In short, Bush and Co. sold America a pig in a poke and only a few courageous voices like Buchanan had the courage to say so.

We, in the meantime, have been focused for years on the nonsensical notion of planting democracy in a place that doesn’t deserve or understand or want democracy. The Middle East is the Third World, and the best we should expect is a benevolent strong man. Ronald Reagan messed around once in the Middle East and then never did so again. After his presidency, he told a jokey parable that made clear his views on worthless ventures into the quagmire of the Middle East.

The distinction between reckless foreign adventures and peace through strength is important. While Buchanan never embraced isolationist, he did embrace making it difficult to come into to America and even more difficult to send our military out of America.

It took guts to run for president. It took courage to take on the Bush Machine. It took a lot of self-confidence to look into the mirror and proclaim that you, too, could be president. And who knows? Would he have received the paltry 37 percent George Bush did in 1992? Would Ross Perot have run as an independent, campaigning against the same bad trade deals that Buchanan had warned against?

Buchanan, in short, would have eaten Clinton’s lunch.

He certainly would have fared better in the debates with Bill Clinton that George Bush, who viewed them as a bore and a nuisance, rather than a great intellectual show. Bush was put out for having to demean himself and he showed it. Buchanan, in short, would have eaten Clinton’s lunch. He had a better reason to run for president in 1992, as a real Reaganite, than did George H.W. Bush, as a faux Reaganite.

Is it too improbable that a writer and a speechwriter and public intellectual being elected president in 1992? Was it any more improbable that a failed little haberdasher was elected president?

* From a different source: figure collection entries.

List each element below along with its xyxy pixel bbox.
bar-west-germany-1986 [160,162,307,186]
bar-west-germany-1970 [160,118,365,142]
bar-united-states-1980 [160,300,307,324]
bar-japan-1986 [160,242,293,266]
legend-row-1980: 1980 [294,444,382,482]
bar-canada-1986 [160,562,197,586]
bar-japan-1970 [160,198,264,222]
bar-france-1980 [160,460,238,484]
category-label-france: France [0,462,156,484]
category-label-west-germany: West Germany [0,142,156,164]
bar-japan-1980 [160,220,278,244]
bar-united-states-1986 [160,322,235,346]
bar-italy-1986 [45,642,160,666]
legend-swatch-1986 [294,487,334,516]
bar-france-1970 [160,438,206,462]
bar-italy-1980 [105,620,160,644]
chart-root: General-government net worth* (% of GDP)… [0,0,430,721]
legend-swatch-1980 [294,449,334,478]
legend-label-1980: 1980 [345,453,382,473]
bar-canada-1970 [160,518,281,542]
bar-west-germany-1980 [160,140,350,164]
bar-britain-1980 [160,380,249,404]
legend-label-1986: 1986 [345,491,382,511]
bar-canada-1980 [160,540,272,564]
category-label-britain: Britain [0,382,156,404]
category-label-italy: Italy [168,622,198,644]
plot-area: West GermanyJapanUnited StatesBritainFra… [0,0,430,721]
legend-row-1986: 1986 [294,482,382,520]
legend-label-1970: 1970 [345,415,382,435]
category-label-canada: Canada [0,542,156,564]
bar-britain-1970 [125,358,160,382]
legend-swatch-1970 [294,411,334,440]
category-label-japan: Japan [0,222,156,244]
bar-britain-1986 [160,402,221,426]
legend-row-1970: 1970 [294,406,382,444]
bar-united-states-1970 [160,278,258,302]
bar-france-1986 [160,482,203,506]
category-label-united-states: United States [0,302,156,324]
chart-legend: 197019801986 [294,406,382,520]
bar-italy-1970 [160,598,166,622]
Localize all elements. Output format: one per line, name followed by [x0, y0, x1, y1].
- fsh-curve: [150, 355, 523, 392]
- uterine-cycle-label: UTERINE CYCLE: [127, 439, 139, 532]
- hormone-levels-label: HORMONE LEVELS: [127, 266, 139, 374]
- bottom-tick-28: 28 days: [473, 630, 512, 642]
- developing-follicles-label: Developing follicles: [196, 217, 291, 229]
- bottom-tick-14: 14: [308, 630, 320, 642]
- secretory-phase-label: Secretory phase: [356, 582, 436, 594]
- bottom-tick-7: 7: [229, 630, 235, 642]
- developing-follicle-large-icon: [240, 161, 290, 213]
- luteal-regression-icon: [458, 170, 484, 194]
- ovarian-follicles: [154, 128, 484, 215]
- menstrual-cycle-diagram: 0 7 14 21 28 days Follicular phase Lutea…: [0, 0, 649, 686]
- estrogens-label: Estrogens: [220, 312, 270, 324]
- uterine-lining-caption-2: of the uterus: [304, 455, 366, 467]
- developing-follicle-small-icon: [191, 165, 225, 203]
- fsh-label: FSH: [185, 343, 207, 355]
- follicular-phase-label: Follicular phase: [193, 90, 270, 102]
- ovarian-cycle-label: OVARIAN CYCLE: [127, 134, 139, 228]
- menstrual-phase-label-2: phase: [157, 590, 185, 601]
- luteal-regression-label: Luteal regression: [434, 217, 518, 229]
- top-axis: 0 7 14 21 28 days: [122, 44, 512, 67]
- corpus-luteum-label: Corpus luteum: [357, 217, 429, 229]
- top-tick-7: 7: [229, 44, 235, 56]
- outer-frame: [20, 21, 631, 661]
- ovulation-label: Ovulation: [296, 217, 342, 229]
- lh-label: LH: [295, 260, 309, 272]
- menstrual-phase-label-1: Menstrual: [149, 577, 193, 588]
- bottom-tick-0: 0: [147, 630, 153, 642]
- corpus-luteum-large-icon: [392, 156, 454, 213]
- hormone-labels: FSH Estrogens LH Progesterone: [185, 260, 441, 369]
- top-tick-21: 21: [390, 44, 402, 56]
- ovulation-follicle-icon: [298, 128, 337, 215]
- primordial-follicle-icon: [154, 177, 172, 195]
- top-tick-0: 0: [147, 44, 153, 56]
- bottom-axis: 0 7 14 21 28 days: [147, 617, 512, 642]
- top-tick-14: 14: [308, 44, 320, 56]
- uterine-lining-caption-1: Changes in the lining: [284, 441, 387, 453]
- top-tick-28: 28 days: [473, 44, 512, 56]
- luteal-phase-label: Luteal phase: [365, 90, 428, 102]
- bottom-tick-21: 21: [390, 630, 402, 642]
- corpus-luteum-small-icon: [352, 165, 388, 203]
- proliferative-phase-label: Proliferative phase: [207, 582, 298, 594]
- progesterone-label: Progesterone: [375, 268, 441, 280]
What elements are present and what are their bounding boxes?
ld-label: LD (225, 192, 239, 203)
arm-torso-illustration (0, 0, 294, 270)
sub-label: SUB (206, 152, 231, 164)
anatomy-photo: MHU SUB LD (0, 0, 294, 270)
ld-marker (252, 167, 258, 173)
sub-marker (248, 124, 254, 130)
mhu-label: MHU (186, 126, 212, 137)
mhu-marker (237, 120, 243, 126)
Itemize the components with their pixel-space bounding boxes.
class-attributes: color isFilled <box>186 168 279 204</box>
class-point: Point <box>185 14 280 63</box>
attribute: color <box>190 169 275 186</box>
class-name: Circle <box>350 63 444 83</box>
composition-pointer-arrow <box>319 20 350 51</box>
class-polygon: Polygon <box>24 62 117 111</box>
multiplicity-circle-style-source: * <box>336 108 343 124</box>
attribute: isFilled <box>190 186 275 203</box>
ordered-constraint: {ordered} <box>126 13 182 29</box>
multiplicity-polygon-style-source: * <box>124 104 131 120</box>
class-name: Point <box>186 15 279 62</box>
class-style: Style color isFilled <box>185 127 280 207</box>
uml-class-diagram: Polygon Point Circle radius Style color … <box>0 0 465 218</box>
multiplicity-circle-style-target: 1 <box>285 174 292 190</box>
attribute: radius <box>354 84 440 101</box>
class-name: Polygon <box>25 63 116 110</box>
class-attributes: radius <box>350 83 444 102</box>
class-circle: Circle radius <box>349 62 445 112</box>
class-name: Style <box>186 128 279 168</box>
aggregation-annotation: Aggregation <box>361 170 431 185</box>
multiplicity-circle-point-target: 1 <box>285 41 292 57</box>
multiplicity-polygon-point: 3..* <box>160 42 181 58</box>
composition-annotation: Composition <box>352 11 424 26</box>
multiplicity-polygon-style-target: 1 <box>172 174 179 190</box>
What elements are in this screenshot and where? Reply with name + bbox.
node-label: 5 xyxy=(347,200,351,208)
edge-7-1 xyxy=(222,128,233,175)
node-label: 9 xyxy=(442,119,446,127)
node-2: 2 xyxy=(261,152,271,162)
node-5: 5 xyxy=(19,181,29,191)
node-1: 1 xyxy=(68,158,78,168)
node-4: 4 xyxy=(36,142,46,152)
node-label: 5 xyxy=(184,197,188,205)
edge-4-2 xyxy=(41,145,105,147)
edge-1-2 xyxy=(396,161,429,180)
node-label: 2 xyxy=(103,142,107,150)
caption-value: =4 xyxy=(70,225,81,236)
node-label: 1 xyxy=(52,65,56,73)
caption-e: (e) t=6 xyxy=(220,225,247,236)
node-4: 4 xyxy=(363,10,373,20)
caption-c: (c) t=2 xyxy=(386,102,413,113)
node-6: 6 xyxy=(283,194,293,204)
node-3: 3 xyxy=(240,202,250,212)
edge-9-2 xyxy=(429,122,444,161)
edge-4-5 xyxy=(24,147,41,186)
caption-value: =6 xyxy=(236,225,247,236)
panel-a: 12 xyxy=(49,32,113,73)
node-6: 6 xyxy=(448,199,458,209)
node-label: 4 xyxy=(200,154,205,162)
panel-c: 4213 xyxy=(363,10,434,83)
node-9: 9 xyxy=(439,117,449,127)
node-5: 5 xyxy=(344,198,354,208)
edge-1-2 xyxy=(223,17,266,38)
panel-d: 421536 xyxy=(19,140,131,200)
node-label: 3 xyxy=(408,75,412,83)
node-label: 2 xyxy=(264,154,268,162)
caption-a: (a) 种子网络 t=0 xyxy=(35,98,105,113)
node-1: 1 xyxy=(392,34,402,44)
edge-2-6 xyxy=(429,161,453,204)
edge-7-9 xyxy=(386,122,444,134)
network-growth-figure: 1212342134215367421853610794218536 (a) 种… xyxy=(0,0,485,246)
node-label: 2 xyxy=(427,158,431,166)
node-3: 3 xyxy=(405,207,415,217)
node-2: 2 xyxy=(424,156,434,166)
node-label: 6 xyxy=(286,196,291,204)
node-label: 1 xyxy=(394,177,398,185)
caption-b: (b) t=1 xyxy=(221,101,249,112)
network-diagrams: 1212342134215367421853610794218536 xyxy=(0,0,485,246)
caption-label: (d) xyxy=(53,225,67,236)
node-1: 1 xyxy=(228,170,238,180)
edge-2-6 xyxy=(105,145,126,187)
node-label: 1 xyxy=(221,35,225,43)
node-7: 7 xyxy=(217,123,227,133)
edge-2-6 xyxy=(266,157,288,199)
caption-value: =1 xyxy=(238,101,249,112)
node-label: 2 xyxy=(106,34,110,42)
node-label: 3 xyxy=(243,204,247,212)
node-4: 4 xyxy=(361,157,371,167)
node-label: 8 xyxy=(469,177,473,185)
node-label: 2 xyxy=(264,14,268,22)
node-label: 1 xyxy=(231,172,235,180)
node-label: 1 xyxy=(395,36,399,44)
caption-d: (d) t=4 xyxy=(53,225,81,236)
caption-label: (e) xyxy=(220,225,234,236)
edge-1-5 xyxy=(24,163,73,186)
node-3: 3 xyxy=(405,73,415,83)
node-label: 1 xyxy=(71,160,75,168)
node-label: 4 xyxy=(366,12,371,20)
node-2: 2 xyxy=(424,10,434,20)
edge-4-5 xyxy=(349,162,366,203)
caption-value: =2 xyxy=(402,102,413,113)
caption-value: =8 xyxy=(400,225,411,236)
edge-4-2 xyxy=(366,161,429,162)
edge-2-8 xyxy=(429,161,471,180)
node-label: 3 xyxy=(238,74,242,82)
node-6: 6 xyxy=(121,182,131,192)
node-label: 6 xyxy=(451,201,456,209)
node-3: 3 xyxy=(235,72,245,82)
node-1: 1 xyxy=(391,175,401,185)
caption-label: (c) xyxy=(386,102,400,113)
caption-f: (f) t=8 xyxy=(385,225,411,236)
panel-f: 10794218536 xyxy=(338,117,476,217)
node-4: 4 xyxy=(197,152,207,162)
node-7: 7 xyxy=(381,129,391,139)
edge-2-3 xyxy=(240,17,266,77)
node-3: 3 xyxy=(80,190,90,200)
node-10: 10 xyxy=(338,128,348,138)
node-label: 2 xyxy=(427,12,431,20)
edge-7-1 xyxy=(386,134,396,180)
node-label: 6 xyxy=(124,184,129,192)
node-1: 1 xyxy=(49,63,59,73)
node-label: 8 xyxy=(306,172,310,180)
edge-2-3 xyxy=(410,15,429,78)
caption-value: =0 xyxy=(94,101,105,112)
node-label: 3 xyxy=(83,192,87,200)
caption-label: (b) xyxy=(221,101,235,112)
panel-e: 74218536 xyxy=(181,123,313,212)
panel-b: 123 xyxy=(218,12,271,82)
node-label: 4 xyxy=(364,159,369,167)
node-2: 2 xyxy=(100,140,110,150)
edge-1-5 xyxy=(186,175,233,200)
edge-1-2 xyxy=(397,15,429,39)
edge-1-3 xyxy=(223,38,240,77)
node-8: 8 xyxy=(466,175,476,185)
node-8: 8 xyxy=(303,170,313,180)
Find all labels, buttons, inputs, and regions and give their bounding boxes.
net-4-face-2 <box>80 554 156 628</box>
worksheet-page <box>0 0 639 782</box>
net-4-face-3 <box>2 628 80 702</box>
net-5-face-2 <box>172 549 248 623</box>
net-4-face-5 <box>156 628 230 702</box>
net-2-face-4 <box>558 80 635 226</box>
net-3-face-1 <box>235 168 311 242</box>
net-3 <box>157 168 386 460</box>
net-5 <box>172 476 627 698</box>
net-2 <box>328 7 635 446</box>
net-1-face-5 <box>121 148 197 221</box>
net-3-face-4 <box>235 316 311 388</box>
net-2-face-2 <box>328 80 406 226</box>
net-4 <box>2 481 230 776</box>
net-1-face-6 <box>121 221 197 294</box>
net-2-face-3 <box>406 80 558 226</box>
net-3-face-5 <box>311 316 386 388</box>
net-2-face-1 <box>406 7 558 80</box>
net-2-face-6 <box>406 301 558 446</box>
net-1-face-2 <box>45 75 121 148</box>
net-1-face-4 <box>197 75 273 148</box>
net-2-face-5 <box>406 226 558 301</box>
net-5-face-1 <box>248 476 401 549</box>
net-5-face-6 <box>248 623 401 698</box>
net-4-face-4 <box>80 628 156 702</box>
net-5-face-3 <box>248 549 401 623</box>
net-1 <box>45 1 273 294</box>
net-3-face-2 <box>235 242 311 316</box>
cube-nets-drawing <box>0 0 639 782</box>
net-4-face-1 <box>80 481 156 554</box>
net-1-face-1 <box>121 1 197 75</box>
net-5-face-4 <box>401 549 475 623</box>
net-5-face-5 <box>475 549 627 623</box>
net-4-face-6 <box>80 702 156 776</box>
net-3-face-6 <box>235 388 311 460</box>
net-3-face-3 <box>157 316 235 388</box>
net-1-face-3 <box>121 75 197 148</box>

Or the president of Princeton? Or a former Hollywood movie star?

The great thing about the American people is they have a better capacity for imagination than all of the elites combined. Like Moses, Buchanan wasn’t allowed to go to the Promised Land, but over the years he has been vindicated on many, many issues.

Craig Shirley is the author of several Reagan biographies. His new book, “Last Act: The Final Years and Enduring Legacy of Ronald Reagan,” is due out in October.